This August, the teenage unemployment rate — that is, the percentage of teenagers who wanted a job who could not find one — was 25.5 percent, its highest level since the government began keeping track of such statistics in 1948. Likewise, the percentage of teenagers over all who were working was at its lowest level in recorded history.The Times appears mystified as to why this is the case and only notes higher minimum wages in passing. They note that the economy is in bad shape, so there are fewer jobs to be had.
“There are an amazing number of kids out there looking for work,” said Andrew M. Sum, an economics professor at Northeastern University. “And given that unemployment is a lagging indicator, and young people’s unemployment even lags behind the rest of unemployment, we’re going to see a lot of kids of out work for a long, long, long, long time.”
Recessions disproportionately hurt America’s youngest and most inexperienced workers, who are often the first to be laid off and the last to be rehired. Jobs for youth also never recovered after the last recession, in 2001.
Here's a clue.
When Democrats raised the minimum wage, I warned that it would lead to increased unemployment. Guess what - it did. Employers have to increase the amount of money paid to entry level workers, which means that there's no incentive to bring on additional workers in a down economy when it costs more. Moreover, higher costs get passed on to the consumer, so higher prices are another outcome of this policy. The reason there are fewer entry level jobs is because employers have to pay more for those jobs, so they'd rather keep existing entry level workers and make them work more (improving efficiencies, which the Bureau of Labor Statistics notes in their most recent report), rather than hiring new workers, which costs more in training and other related costs.
In other words, the Times gets it backwards.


Check every line of the data and copy the ones where "block" appears.

START DATA

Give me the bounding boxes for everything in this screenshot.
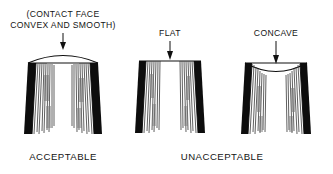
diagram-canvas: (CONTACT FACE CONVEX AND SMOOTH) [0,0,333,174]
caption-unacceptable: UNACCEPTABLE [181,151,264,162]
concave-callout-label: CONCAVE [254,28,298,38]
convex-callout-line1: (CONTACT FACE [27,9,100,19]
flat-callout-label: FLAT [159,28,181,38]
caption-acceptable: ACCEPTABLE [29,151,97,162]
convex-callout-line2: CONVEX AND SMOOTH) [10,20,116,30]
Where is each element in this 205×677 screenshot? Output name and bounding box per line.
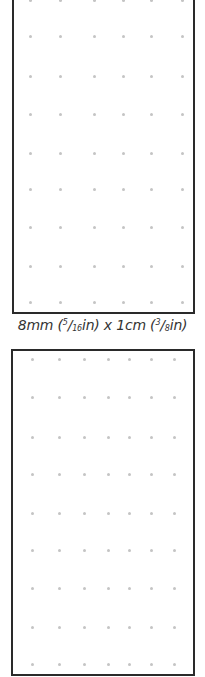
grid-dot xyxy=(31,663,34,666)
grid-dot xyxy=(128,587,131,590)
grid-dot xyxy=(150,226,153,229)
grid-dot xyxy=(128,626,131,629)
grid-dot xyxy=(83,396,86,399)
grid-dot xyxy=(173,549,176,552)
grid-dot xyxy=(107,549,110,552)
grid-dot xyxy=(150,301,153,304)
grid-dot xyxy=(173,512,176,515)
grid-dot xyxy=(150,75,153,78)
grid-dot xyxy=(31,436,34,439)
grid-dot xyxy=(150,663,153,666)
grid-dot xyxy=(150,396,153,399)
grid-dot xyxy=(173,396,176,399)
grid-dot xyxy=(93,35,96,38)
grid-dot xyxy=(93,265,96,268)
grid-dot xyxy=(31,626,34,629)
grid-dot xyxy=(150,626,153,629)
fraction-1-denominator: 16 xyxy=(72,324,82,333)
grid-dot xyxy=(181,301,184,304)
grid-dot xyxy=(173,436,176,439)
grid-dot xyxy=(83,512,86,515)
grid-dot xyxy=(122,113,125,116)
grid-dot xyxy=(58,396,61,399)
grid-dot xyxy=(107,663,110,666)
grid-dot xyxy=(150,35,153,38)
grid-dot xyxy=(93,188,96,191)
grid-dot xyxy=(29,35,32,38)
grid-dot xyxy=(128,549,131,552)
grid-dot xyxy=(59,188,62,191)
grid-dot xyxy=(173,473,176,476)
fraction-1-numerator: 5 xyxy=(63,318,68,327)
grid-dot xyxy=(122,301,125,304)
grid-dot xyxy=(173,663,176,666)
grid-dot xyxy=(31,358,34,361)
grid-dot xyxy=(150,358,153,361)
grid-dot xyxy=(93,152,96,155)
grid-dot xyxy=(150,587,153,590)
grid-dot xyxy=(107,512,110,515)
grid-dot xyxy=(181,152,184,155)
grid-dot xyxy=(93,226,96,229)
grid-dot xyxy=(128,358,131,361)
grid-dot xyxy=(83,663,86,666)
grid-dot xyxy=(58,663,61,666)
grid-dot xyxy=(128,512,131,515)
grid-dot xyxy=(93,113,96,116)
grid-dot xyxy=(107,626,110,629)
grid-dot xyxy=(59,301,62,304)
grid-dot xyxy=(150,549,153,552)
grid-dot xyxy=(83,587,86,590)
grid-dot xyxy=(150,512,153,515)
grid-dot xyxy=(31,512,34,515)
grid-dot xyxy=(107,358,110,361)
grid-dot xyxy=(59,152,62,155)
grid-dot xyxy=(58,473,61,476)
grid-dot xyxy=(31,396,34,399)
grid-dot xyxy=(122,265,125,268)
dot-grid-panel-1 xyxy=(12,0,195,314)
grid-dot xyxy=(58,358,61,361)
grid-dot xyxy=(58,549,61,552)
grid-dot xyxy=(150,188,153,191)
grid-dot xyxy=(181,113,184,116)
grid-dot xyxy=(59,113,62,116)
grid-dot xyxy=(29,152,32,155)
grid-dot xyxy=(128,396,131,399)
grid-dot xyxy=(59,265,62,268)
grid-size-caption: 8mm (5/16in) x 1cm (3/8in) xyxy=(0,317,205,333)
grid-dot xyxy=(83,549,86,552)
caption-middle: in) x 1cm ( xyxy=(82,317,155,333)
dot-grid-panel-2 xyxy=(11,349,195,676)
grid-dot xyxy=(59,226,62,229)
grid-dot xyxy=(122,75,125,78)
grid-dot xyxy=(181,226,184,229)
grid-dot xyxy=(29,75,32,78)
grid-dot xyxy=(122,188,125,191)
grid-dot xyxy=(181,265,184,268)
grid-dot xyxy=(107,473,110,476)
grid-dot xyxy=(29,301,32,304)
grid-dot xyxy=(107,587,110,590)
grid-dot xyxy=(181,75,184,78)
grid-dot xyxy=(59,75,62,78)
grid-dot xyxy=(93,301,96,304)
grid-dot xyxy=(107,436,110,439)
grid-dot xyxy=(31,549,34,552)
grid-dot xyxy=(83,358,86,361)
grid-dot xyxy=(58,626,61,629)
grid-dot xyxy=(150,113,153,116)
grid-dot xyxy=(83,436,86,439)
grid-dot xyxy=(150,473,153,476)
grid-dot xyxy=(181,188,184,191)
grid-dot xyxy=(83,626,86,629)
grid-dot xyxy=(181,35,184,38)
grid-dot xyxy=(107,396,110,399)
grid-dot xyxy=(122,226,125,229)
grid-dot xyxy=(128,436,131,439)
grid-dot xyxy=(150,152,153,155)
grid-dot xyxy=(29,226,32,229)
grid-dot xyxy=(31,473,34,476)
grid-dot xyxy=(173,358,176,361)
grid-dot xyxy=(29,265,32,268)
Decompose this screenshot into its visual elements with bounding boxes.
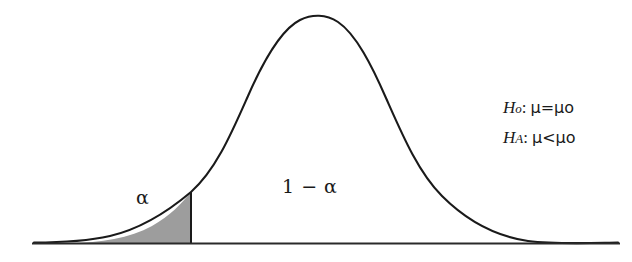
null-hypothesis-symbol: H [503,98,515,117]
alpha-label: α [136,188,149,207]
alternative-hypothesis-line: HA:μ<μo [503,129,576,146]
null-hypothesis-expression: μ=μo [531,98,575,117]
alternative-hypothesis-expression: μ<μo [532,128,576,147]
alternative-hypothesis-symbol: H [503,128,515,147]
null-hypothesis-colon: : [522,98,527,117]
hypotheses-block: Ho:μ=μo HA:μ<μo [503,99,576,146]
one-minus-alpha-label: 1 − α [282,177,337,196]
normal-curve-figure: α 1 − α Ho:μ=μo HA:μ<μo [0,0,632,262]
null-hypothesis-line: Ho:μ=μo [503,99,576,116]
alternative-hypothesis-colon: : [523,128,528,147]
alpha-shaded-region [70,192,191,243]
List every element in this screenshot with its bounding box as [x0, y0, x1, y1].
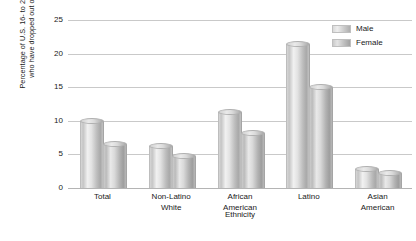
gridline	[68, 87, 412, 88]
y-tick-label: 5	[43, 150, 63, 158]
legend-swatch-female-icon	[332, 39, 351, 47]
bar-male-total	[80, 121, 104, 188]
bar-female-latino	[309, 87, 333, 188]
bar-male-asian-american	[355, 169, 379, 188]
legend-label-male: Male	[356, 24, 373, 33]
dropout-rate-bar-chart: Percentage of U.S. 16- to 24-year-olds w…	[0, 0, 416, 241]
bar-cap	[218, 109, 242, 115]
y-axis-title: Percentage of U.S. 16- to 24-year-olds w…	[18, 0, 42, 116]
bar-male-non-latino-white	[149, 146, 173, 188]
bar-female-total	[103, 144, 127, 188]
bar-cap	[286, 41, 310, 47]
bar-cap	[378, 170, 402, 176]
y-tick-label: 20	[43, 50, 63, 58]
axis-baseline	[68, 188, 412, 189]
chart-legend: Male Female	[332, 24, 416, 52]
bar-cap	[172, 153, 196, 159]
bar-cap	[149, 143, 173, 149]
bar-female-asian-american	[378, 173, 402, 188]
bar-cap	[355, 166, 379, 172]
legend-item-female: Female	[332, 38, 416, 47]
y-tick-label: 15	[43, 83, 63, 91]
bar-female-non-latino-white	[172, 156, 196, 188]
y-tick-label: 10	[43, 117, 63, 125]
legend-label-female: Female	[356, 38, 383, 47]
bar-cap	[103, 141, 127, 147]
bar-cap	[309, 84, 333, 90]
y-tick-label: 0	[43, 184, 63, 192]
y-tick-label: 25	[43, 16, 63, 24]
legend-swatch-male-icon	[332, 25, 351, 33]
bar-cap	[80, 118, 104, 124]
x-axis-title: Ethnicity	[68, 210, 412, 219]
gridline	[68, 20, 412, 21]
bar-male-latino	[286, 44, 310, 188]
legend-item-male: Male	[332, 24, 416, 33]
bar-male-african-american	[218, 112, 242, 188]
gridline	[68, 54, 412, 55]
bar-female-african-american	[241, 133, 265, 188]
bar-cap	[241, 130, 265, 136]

END DATA
START DATA

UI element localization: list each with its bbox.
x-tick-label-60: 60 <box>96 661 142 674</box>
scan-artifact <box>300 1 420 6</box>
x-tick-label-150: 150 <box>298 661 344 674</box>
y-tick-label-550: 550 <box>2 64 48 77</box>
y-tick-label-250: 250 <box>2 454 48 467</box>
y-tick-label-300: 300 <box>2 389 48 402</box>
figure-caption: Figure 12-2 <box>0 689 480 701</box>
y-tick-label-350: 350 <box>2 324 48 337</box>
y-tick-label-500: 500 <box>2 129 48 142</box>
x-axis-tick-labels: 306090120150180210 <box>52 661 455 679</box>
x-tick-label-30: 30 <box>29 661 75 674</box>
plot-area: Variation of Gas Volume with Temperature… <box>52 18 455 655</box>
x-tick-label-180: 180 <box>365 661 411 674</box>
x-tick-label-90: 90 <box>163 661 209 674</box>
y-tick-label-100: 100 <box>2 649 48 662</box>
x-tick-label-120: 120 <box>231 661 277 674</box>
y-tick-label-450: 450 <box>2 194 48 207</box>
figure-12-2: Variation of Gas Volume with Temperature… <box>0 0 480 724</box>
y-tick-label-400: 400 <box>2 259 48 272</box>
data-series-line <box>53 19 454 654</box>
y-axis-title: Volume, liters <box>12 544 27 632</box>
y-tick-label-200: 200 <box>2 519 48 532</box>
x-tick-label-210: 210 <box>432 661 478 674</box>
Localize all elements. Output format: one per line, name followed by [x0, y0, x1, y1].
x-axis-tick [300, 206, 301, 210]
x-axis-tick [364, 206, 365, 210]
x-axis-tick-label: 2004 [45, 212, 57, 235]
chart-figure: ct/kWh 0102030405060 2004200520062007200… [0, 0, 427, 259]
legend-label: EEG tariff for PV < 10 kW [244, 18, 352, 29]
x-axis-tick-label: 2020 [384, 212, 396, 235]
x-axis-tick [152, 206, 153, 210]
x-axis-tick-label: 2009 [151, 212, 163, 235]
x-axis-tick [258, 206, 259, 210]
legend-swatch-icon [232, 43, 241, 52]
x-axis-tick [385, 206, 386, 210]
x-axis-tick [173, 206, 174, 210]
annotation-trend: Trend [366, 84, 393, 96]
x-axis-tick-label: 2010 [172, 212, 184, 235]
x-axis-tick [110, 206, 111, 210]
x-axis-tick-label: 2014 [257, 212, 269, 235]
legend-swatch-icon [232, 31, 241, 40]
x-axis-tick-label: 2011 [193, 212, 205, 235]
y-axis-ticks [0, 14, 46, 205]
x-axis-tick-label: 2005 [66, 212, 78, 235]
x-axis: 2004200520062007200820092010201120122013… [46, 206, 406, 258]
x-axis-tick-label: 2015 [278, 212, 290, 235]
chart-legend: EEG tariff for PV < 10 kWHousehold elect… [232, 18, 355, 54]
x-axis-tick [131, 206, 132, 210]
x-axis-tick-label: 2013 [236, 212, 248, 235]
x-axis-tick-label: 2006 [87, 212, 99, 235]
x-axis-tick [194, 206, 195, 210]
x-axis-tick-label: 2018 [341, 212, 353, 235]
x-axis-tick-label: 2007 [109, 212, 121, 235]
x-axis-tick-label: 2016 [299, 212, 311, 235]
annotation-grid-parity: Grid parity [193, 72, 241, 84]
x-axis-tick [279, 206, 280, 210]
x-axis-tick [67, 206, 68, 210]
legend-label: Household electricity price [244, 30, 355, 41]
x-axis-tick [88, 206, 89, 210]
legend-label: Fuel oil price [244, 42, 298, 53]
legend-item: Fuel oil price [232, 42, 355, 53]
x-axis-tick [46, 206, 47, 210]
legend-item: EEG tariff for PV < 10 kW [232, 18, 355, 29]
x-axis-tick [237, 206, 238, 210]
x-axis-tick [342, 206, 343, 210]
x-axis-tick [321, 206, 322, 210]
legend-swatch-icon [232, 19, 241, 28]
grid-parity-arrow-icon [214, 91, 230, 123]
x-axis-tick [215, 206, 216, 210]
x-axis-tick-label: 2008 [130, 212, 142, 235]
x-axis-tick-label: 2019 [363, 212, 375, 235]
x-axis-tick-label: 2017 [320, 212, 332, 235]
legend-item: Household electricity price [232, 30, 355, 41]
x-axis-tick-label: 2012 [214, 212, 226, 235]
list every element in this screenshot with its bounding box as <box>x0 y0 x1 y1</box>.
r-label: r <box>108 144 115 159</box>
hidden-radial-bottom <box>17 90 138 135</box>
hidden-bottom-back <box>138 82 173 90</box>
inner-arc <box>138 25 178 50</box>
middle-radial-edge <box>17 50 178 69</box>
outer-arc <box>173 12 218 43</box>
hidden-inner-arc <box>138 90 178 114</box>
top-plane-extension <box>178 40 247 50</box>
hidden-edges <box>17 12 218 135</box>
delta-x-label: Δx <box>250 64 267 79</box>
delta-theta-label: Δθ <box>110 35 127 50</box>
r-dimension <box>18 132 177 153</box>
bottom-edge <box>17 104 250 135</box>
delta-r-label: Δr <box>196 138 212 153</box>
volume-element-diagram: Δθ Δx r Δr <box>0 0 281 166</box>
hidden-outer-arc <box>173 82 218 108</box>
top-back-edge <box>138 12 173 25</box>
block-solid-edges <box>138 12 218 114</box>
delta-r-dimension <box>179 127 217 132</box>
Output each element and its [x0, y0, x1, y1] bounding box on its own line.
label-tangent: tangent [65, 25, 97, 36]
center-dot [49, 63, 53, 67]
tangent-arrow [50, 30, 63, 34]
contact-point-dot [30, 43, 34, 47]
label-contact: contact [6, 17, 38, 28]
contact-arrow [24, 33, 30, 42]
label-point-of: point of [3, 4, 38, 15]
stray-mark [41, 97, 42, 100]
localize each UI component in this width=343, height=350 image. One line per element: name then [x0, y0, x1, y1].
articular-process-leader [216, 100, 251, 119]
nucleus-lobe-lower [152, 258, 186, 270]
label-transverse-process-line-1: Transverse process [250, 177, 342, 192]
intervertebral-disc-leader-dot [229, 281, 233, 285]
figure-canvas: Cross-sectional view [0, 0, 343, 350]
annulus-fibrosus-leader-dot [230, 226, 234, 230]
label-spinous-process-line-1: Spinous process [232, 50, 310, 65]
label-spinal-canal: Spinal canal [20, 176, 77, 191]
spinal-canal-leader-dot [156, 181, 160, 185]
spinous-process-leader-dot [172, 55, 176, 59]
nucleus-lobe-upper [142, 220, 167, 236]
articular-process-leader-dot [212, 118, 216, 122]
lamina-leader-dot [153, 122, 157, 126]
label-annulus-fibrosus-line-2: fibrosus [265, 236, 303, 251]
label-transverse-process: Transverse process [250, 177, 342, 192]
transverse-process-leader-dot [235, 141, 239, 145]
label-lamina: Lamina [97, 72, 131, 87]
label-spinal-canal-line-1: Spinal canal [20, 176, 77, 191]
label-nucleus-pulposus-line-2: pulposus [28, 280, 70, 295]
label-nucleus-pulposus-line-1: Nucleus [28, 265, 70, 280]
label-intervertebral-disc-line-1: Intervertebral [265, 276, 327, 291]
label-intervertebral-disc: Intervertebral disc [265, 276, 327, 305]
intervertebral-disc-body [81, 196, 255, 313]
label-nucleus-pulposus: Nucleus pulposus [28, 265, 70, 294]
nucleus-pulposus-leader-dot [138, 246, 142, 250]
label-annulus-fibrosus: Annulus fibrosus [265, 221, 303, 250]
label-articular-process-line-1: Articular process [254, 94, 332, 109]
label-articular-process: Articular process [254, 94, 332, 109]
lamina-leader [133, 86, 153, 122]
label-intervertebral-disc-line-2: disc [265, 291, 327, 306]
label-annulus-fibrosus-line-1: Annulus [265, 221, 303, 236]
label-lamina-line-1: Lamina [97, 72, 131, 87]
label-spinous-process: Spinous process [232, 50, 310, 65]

END DATA
START DATA

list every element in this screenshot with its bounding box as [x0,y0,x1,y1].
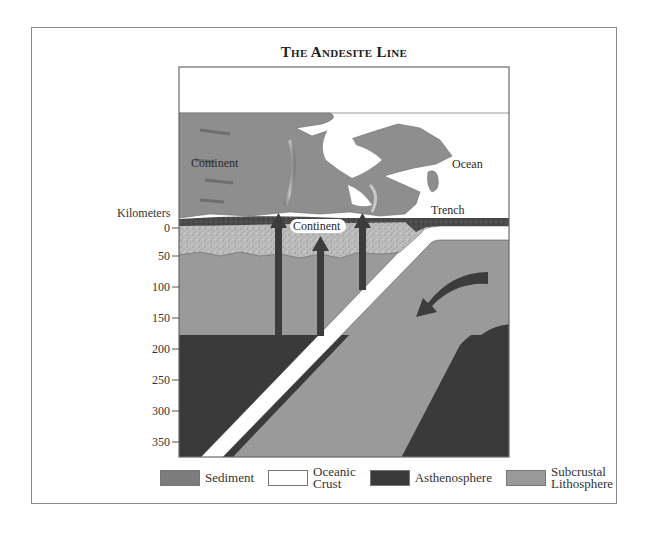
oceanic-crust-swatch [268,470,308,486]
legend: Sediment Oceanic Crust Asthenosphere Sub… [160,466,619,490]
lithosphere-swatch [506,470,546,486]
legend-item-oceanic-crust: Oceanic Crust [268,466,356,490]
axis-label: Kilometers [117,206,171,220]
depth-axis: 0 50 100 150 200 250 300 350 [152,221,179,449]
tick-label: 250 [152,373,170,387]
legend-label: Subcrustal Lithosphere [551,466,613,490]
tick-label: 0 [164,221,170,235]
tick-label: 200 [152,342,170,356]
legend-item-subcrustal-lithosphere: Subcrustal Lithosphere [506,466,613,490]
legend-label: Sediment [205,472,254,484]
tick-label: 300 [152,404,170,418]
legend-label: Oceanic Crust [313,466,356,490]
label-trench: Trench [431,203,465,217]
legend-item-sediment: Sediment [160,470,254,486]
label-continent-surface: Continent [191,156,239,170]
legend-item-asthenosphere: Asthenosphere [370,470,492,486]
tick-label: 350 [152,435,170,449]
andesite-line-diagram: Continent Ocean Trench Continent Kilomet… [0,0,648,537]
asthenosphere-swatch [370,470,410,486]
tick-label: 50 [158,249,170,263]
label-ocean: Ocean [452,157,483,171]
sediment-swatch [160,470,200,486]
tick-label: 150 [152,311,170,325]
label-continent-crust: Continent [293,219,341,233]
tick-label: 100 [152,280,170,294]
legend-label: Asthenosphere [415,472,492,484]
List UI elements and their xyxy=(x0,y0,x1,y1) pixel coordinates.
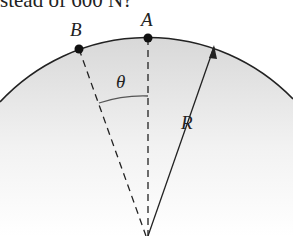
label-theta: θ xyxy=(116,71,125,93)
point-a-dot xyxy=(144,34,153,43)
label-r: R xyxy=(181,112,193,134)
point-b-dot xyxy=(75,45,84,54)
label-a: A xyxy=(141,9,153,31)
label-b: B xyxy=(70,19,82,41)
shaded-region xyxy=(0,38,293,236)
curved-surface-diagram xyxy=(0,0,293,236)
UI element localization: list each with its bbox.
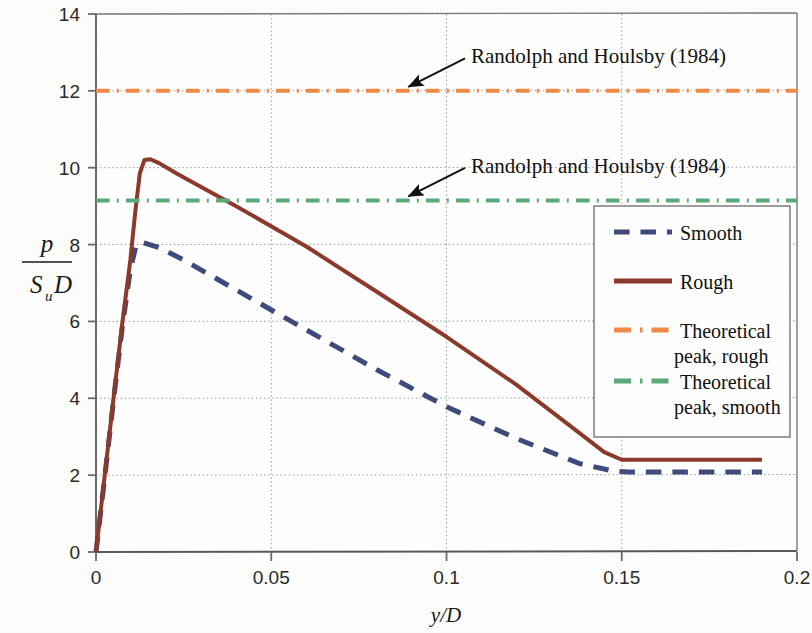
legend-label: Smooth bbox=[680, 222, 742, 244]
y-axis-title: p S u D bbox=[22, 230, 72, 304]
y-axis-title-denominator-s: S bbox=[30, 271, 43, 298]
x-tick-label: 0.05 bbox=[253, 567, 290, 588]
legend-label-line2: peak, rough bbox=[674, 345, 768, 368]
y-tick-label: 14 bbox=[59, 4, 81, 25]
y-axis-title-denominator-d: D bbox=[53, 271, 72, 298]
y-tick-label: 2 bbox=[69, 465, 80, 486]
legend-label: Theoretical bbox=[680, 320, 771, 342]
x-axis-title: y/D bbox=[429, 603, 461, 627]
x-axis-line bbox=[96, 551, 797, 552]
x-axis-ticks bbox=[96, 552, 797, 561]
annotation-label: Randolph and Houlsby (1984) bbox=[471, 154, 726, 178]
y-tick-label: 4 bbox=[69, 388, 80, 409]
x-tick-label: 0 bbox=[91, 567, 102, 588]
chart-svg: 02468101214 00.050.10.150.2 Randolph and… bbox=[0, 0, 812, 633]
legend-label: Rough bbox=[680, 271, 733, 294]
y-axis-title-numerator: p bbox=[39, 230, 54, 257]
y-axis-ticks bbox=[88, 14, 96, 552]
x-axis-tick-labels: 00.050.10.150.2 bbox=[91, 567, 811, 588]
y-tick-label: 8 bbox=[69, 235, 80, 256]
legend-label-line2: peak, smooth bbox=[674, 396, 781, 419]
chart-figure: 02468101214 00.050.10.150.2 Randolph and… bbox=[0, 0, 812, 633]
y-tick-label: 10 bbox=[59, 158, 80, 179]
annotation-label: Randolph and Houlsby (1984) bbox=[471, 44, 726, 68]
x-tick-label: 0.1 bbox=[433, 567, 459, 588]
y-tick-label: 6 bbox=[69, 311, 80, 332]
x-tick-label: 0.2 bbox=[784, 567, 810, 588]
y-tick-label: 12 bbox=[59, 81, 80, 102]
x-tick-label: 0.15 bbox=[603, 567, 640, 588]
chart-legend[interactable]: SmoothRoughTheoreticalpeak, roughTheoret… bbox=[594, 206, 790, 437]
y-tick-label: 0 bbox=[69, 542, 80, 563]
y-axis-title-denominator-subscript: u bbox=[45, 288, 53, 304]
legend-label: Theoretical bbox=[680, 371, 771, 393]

END DATA

_REPLY:_
hypotheses-block: Ho:μ=μo HA:μ<μo [503,99,576,146]
block-solid-edges <box>138 12 218 114</box>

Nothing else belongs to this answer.